This 2019 you’ll see the Internet of Things (IoT) deeply embedded in our day-to-day lives at home and at work.
Soon, any device we own can go online and communicate with each other. Also in industry, tools and machinery are increasingly intelligent and connected. Generating data that makes them efficiently and enables predictive maintenance to become a reality. In fact, it’s predicted that by the end of 2019 there will be 26 billion connected devices around the world.
Here are five predictions about the Internet of Things:
The Businesses will get more serious about IoT
According to research by Forrester, businesses will lead the surge in IoT adoption in 2019. With 85% of companies implementing or planning IoT deployments this year.
IoT clearly offers huge benefits to businesses. Manufacturing, however, is the clear leader when it comes to IoT deployment. Throughout 2019, businesses will increasingly see the value in connected machinery that is capable of reporting every detail of its operating parameters and efficiency to other smart, connected devices. Predictive maintenance is currently only achieved by the biggest players who have invested heavily in IoT for several years now. With a growing understanding of when these solutions are useful. These solutions will start to trickle down to smaller organizations, that can be confident that their investments will pay off.
More vocal devices
The IoT will give everything we own a voice. Our voices are now how control the smart home devices such as Amazon’s Alexa hub, or Apple’s Siri. This will be the year that the rest of our possessions find their own voice. Virtually every car manufacturer is working on virtual assistants to help drivers more safely and conveniently operate vehicles. And voice control will increasingly become an option for industrial and enterprise technology.
Voice control makes sense in many ways as it keeps our hands free to operate controls that still need manual input, and our eyes free to watch for hazards. It also represents a further removal of the barriers of communication between humans and machines. Before, it was entirely dependent on programming with computer code. Now user interfaces and graphical environments and dashboards are used.
Voice recognition and generation, known as natural language processing; is the logical next step towards making technology that anyone can use to work more effectively or improve their lives.
Computing moving to the edge
Perimeter computing refers to the point where the network touches the real world, like the sensors and the cameras themselves.
The fact is that a huge amount of data collected by these devices will be useless. A good example is a security camera – it may have to pass terabytes of video data to a central server, or cloud, but the only data of any importance will be the few megabytes showing suspicious or illegal activity.
When these devices can carry out their own computation. Rather than dumbly passing information on to be processed in the cloud. The networks become less clogged and more available for the important tasks. In the previous example, the image recognition algorithms that run on the hardware. The software installed in the camera will analyze the sequences to detect suspicious activities. Only useful data will passed to the cloud for processing and storage.
Artificial Intelligence will increasingly drive IoT development and deployment
Artificial intelligence (AI) and IoT are related areas of technology. The IoT is useful and powerful because of the amount of data that it generates. When you have hundreds or thousands of machines connecting to each other in an industrial network, analyzing data is beyond the ability of humans. Training machine learning algorithms to spot outliers in the data that could indicate opportunities for efficiency, or provide early warning of an upcoming problem, is the primary task of AI within an IoT environment.
As IoT networks increase in size and complexity, they will become increasingly reliant on new developments in AI and machine learning. AI also has a huge part to play in keeping IoT systems secure, through automated threat detection systems.
5G networks will broaden the scope and availability of IoT
This year should see the switching-on of the first consumer-ready 5G networks. This could operate up to 20 times faster than existing mobile data networks. IoT is reliant on speed and availability of data services. Today there are still many locations that are effectively “dark” when it comes to smart, connected tech, due to a lack of availability of these services.
With networks that are faster and more stable than cable networks, IoT projects will become wider. The “smart city” will become a reality when services are connected in a network and the data analyzed to create cleaner and more efficient urban living environments.
The technology used by self-driving, autonomous cars, and public transport vehicles will also greatly benefit from the increased bandwidth available.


PROBLEM REQUIREMENTS>
The response should be an exact transcription of the data below, free of images.

MATERIAL SUPPLIED>
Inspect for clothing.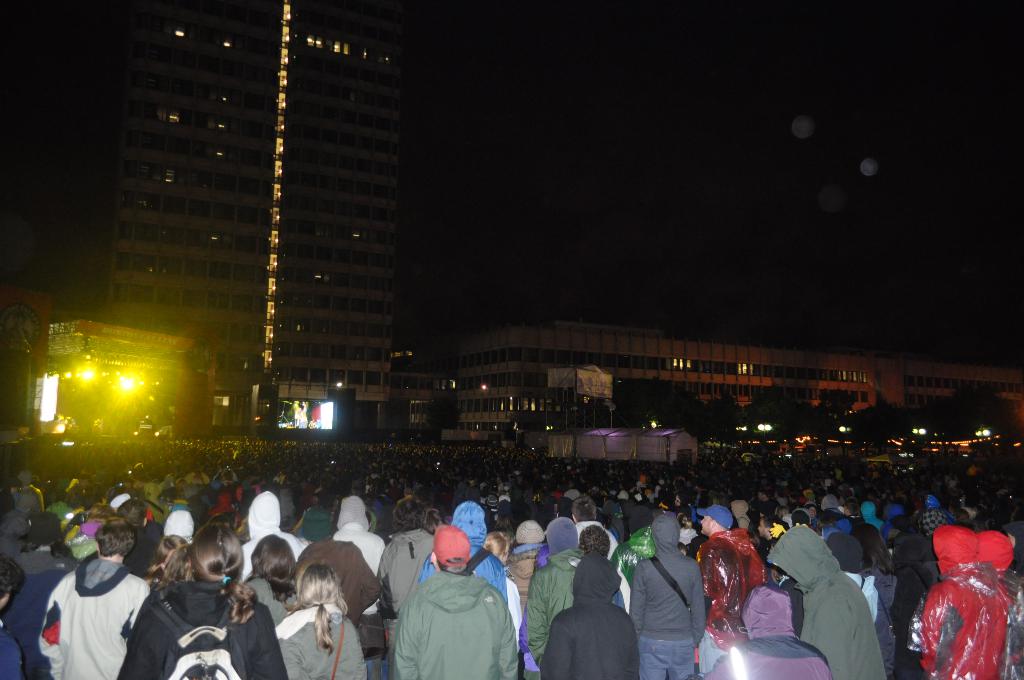
Inspection: [115,580,289,679].
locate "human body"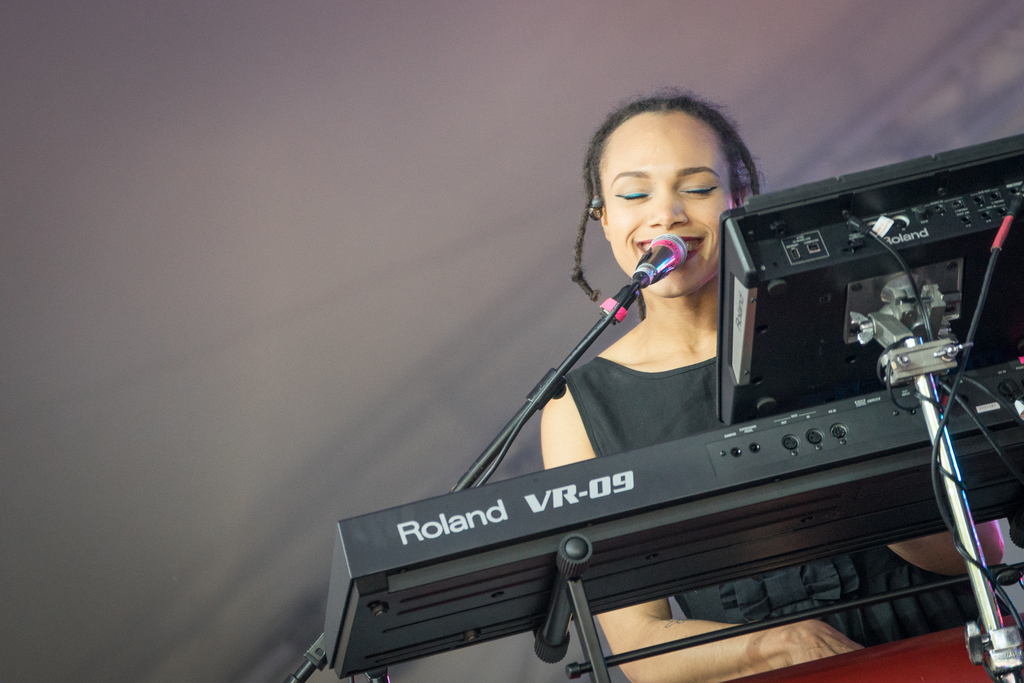
BBox(542, 96, 1002, 681)
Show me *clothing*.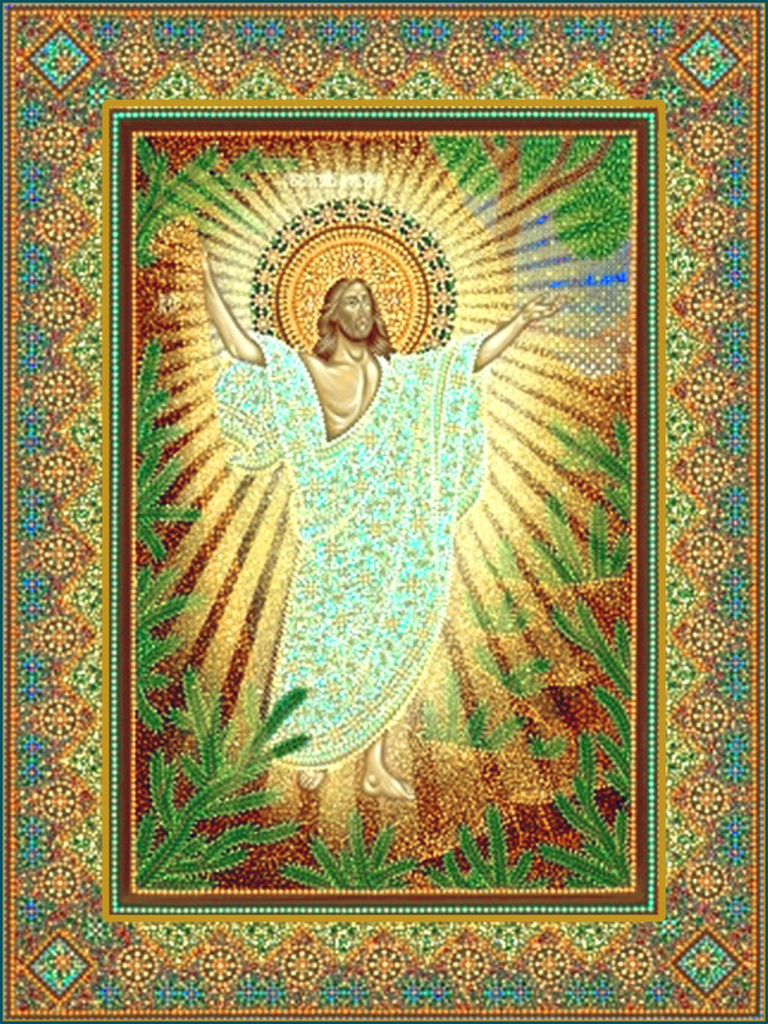
*clothing* is here: Rect(213, 333, 485, 760).
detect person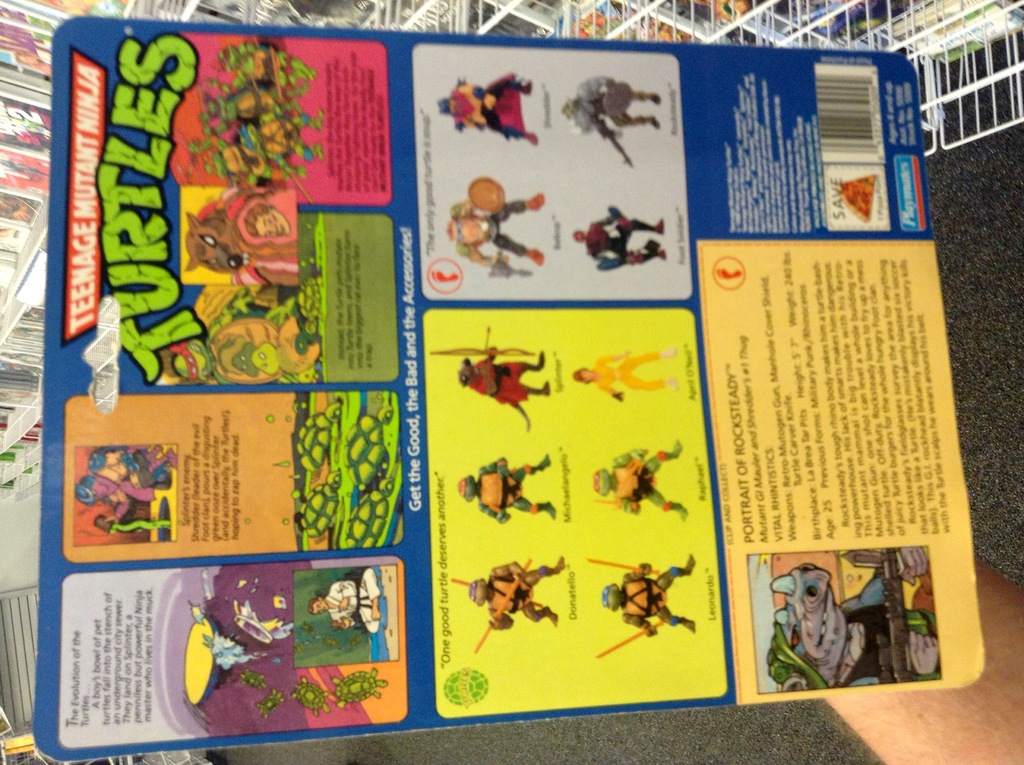
(596, 443, 693, 522)
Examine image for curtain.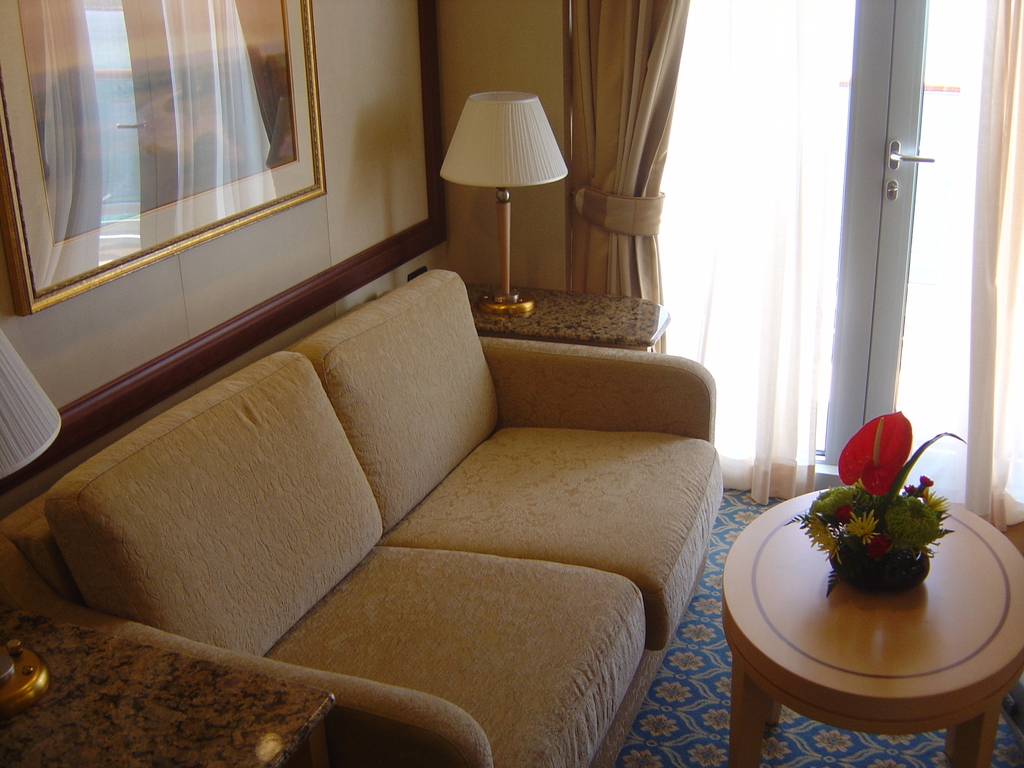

SOLUTION BELOW>
Inspect for clothing.
Inspection: [115,580,289,679].
locate "human body"
BBox(542, 96, 1002, 681)
Show me *clothing*.
*clothing* is here: Rect(213, 333, 485, 760).
detect person
(596, 443, 693, 522)
Examine image for curtain.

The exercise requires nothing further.